In his first start in 11 nights, Markstrom stopped 30 of 31 shots and was extremely sharp over the final 40 minutes of regulation time when the Canucks, looking tired after their fortnight away from home, were outshot 25-13.
By contrast, Bruin goalie Jaroslav Halak got a piece of Horvat’s winner but was awful on Brandon Sutter’s scuff-in that made it 1-0 for the Canucks just 3:40 into the game.
Nordstrom eventually tied it for the Bruins at 7:45 of the third period, using defenceman Ben Hutton as a screen while rifling a wrist shot past Markstrom’s glove.

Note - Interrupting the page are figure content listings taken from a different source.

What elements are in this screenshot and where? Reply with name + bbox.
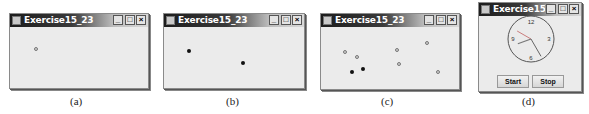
title-bar[interactable]: Exercise15_23 _ □ × <box>10 14 148 27</box>
point-marker <box>425 41 429 45</box>
point-marker <box>343 50 347 54</box>
clock-label-3: 3 <box>547 36 551 42</box>
window-a: Exercise15_23 _ □ × <box>9 13 149 89</box>
window-title: Exercise15_23 <box>178 14 247 27</box>
caption-b: (b) <box>226 95 239 107</box>
window-title: Exercise15_23 <box>24 14 93 27</box>
title-bar[interactable]: Exercise15_24 _ □ × <box>479 3 581 16</box>
maximize-button[interactable]: □ <box>436 15 446 25</box>
title-bar[interactable]: Exercise15_23 _ □ × <box>321 14 459 27</box>
minimize-button[interactable]: _ <box>424 15 434 25</box>
point-marker <box>361 67 365 71</box>
close-button[interactable]: × <box>447 15 457 25</box>
caption-a: (a) <box>70 95 82 107</box>
caption-c: (c) <box>381 95 393 107</box>
close-button[interactable]: × <box>292 15 302 25</box>
maximize-button[interactable]: □ <box>558 4 568 14</box>
clock-label-12: 12 <box>528 19 535 25</box>
java-app-icon <box>166 16 175 25</box>
java-app-icon <box>323 16 332 25</box>
point-marker <box>355 55 359 59</box>
point-marker <box>436 70 440 74</box>
point-marker <box>34 47 38 51</box>
window-b: Exercise15_23 _ □ × <box>163 13 305 89</box>
caption-d: (d) <box>522 95 535 107</box>
minimize-button[interactable]: _ <box>269 15 279 25</box>
second-hand <box>517 31 531 39</box>
maximize-button[interactable]: □ <box>125 15 135 25</box>
point-marker <box>187 49 191 53</box>
java-app-icon <box>12 16 21 25</box>
point-marker <box>395 48 399 52</box>
window-title: Exercise15_23 <box>335 14 404 27</box>
java-app-icon <box>481 5 490 14</box>
clock-label-6: 6 <box>529 55 533 61</box>
start-button[interactable]: Start <box>497 75 529 88</box>
point-marker <box>397 62 401 66</box>
window-d: Exercise15_24 _ □ × 12 3 6 9 Start Stop <box>478 2 582 92</box>
minute-hand <box>531 39 541 56</box>
point-canvas[interactable] <box>164 27 304 88</box>
close-button[interactable]: × <box>136 15 146 25</box>
stop-button[interactable]: Stop <box>532 75 564 88</box>
point-canvas[interactable] <box>321 27 459 89</box>
clock-label-9: 9 <box>511 36 515 42</box>
minimize-button[interactable]: _ <box>113 15 123 25</box>
window-title: Exercise15_24 <box>493 3 545 16</box>
point-marker <box>350 70 354 74</box>
clock-panel: 12 3 6 9 Start Stop <box>479 16 581 91</box>
title-bar[interactable]: Exercise15_23 _ □ × <box>164 14 304 27</box>
minimize-button[interactable]: _ <box>546 4 556 14</box>
window-c: Exercise15_23 _ □ × <box>320 13 460 90</box>
close-button[interactable]: × <box>569 4 579 14</box>
clock-face: 12 3 6 9 <box>479 16 581 72</box>
point-canvas[interactable] <box>10 27 148 88</box>
maximize-button[interactable]: □ <box>281 15 291 25</box>
hour-hand <box>518 39 531 44</box>
point-marker <box>241 61 245 65</box>
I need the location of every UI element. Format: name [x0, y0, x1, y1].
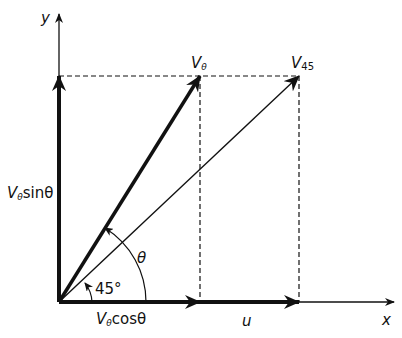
v45-label: V45: [291, 54, 314, 72]
v-theta-label: Vθ: [191, 54, 207, 72]
y-axis-label: y: [40, 9, 51, 27]
x-axis-label: x: [381, 311, 391, 329]
diagram-canvas: y x Vθ V45 Vθsinθ Vθcosθ u θ 45°: [0, 0, 402, 338]
angle-45-label: 45°: [95, 280, 122, 298]
vector-diagram: y x Vθ V45 Vθsinθ Vθcosθ u θ 45°: [0, 0, 402, 338]
u-label: u: [242, 312, 252, 330]
angle-45-arc: [85, 283, 92, 302]
horizontal-component-label: Vθcosθ: [96, 310, 146, 328]
theta-angle-label: θ: [137, 249, 146, 267]
vertical-component-label: Vθsinθ: [7, 184, 53, 202]
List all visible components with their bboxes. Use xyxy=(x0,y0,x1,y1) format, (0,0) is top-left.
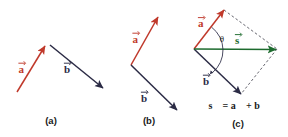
panel-c-vector-s-arrow xyxy=(194,49,276,50)
panel-c-equation: s⃗ = a⃗ + b⃗ xyxy=(208,100,267,111)
vector-addition-figure: a b (a) a b xyxy=(0,0,288,137)
panel-c-theta-symbol: θ xyxy=(220,34,224,44)
panel-c-vector-s-glyph: s xyxy=(235,34,240,46)
panel-c-vector-b-label: b xyxy=(203,74,210,87)
panel-c-equation-text: s⃗ = a⃗ + b⃗ xyxy=(208,100,267,111)
panel-a-caption: (a) xyxy=(45,115,57,126)
panel-b-vector-b-label: b xyxy=(141,91,148,104)
panel-c-caption: (c) xyxy=(232,118,244,129)
panel-c-vector-a-glyph: a xyxy=(198,17,204,29)
panel-b-caption: (b) xyxy=(143,115,155,126)
panel-a-vector-b-label: b xyxy=(64,62,71,75)
figure-canvas: a b (a) a b xyxy=(0,0,288,137)
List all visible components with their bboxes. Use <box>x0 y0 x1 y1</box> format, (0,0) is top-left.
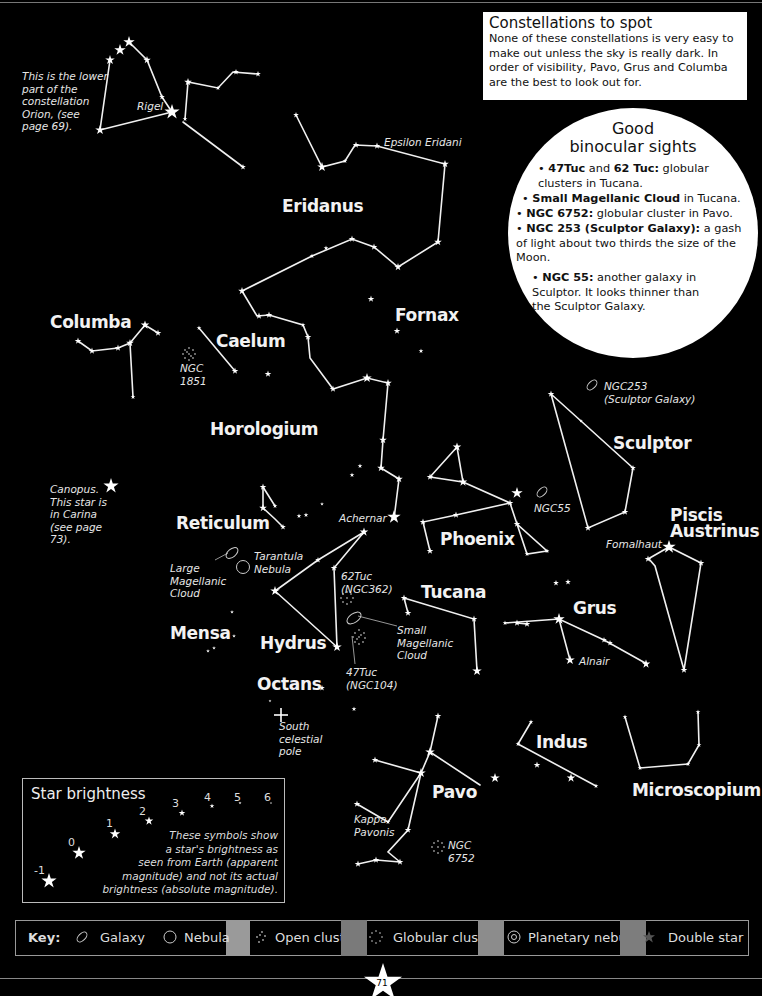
star-brightness-legend: Star brightness These symbols show a sta… <box>22 778 285 903</box>
key-item-double-star: Double star <box>642 930 743 945</box>
label-ngc55: NGC55 <box>534 502 571 515</box>
constellations-to-spot-box: Constellations to spot None of these con… <box>483 12 747 100</box>
constellation-austrinus: Austrinus <box>670 521 759 541</box>
label-large-magellanic-cloud: Large Magellanic Cloud <box>170 562 226 600</box>
label-fomalhaut: Fomalhaut <box>606 538 662 551</box>
label-epsilon-eridani: Epsilon Eridani <box>384 136 462 149</box>
magnitude-label: 5 <box>234 791 241 804</box>
label-alnair: Alnair <box>579 655 609 668</box>
spot-box-body: None of these constellations is very eas… <box>489 32 741 90</box>
key-bar: Key: Galaxy Nebula Open cluste Globular … <box>15 920 749 956</box>
planetary-nebula-icon <box>506 930 522 944</box>
binocular-sights-circle: Good binocular sights • 47Tuc and 62 Tuc… <box>508 108 758 358</box>
galaxy-icon <box>74 930 90 944</box>
constellation-horologium: Horologium <box>210 419 318 439</box>
label-ngc6752: NGC 6752 <box>448 839 475 864</box>
gray-block <box>478 920 504 956</box>
magnitude-label: 6 <box>264 791 271 804</box>
star-brightness-title: Star brightness <box>31 785 146 803</box>
constellation-phoenix: Phoenix <box>440 529 515 549</box>
label-tarantula-nebula: Tarantula Nebula <box>254 550 303 575</box>
constellation-hydrus: Hydrus <box>260 633 326 653</box>
label-62tuc: 62Tuc (NGC362) <box>341 570 393 595</box>
constellation-sculptor: Sculptor <box>613 433 691 453</box>
constellation-columba: Columba <box>50 312 131 332</box>
label-rigel: Rigel <box>137 100 163 113</box>
key-item-nebula: Nebula <box>162 930 230 945</box>
constellation-eridanus: Eridanus <box>282 196 363 216</box>
orion-note: This is the lower part of the constellat… <box>22 70 108 133</box>
label-ngc1851: NGC 1851 <box>180 362 207 387</box>
label-ngc253: NGC253 (Sculptor Galaxy) <box>604 380 695 405</box>
star-brightness-note: These symbols show a star's brightness a… <box>102 829 278 897</box>
label-achernar: Achernar <box>339 512 387 525</box>
label-small-magellanic-cloud: Small Magellanic Cloud <box>397 624 453 662</box>
binocular-item-smc: • Small Magellanic Cloud in Tucana. <box>522 192 754 207</box>
magnitude-label: 1 <box>106 817 113 830</box>
constellation-mensa: Mensa <box>170 623 231 643</box>
constellation-caelum: Caelum <box>216 331 285 351</box>
key-item-galaxy: Galaxy <box>74 930 145 945</box>
page-number: 71 <box>362 966 402 996</box>
constellation-microscopium: Microscopium <box>632 780 761 800</box>
constellation-tucana: Tucana <box>421 582 486 602</box>
key-item-planetary-nebula: Planetary nebula <box>506 930 620 945</box>
magnitude-label: 3 <box>172 797 179 810</box>
magnitude-label: 4 <box>204 791 211 804</box>
key-item-globular-cluster: Globular cluste <box>369 930 478 945</box>
gray-block <box>341 920 367 956</box>
canopus-note: Canopus. This star is in Carina (see pag… <box>50 483 107 546</box>
double-star-icon <box>642 930 656 944</box>
nebula-icon <box>162 930 178 944</box>
magnitude-label: 2 <box>139 805 146 818</box>
open-cluster-icon <box>253 930 267 944</box>
label-south-celestial-pole: South celestial pole <box>279 720 322 758</box>
spot-box-title: Constellations to spot <box>489 14 741 32</box>
binocular-item-ngc55: • NGC 55: another galaxy in Sculptor. It… <box>532 271 718 315</box>
key-label: Key: <box>28 930 60 945</box>
label-47tuc: 47Tuc (NGC104) <box>346 666 398 691</box>
magnitude-label: -1 <box>34 864 45 877</box>
constellation-fornax: Fornax <box>395 305 459 325</box>
constellation-grus: Grus <box>573 598 616 618</box>
binocular-item-ngc253: • NGC 253 (Sculptor Galaxy): a gash of l… <box>516 222 748 266</box>
binocular-item-tuc: • 47Tuc and 62 Tuc: globular clusters in… <box>538 162 738 191</box>
label-kappa-pavonis: Kappa Pavonis <box>354 813 394 838</box>
binocular-item-ngc6752: • NGC 6752: globular cluster in Pavo. <box>516 207 756 222</box>
constellation-pavo: Pavo <box>432 782 477 802</box>
constellation-octans: Octans <box>257 674 322 694</box>
constellation-indus: Indus <box>536 732 587 752</box>
magnitude-label: 0 <box>68 836 75 849</box>
constellation-reticulum: Reticulum <box>176 513 270 533</box>
globular-cluster-icon <box>369 930 383 944</box>
key-item-open-cluster: Open cluste <box>253 930 341 945</box>
binocular-title: Good binocular sights <box>508 120 758 156</box>
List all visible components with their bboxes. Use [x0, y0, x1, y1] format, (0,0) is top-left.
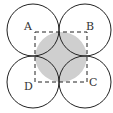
label-b: B — [86, 20, 94, 33]
circle-d — [7, 56, 59, 108]
label-c: C — [89, 76, 97, 89]
label-d: D — [24, 80, 33, 93]
label-a: A — [23, 20, 33, 33]
circle-a — [7, 4, 59, 56]
diagram: A B C D — [0, 0, 113, 113]
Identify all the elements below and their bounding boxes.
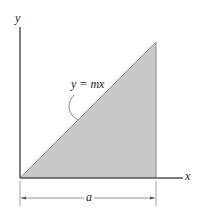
diagram-canvas (0, 0, 210, 222)
dimension-arrow-left-icon (21, 197, 26, 200)
curve-equation-label: y = mx (70, 78, 105, 90)
label-leader-curve (69, 95, 78, 120)
x-axis-label: x (185, 170, 190, 182)
y-axis-label: y (15, 12, 20, 24)
triangle-area-diagram: y x y = mx a (0, 0, 210, 222)
dimension-label: a (84, 191, 94, 203)
dimension-arrow-right-icon (150, 197, 155, 200)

“If you want to play, you’ve got to play good,” Markstrom said. “And I want to play. It’s nice to see Nilsson playing good and the team getting wins, but you want to be in there, too. Me and Nils push each other every day, so it’s good.”
Markstrom conceded the time off on the road allowed him to reset and work extensively with new goaltending coach Ian Clark on technical changes.
“We had pretty much over a week working on stuff every day,” Markstrom said. “It’s been going good but at the same time, when you come out there (to play), you’ve got to just let it come to you and if it’s ready to come into your game, it’s ready.”
The Canucks, at least, were ready for overtime.
“My first four years, I sucked in overtime,” Horvat said. “I got scored on all the time. It’s definitely something I want to be better at this year. Brock and I have some good chemistry out there and thankfully the pucks are going in right now.”
The winning combination – Boeser to Horvat – was the reverse of the Canucks’ game-winning goal Tuesday in Pittsburgh, when Boeser scored from a Horvat pass in overtime. Boeser didn’t initially see the puck go in that night, and his celebration after setting up Horvat on Saturday was far more effusive.
“I saw all of this one luckily,” Boeser said. “It was a great play by Bo to get it over to me, and I just wanted to get it back to him because the puck was rolling. Thankfully, it got to him because I was gassed and needed a change after that.”
A lot of the Canucks looked gassed in the first game at home, preceded by travel, after the last six on the road.
“Game by game, we’re creating an identity for ourselves,” Horvat said. “We’re playing hard every night. Our compete level is there, and our resiliency. I think this says a lot about our club right now.”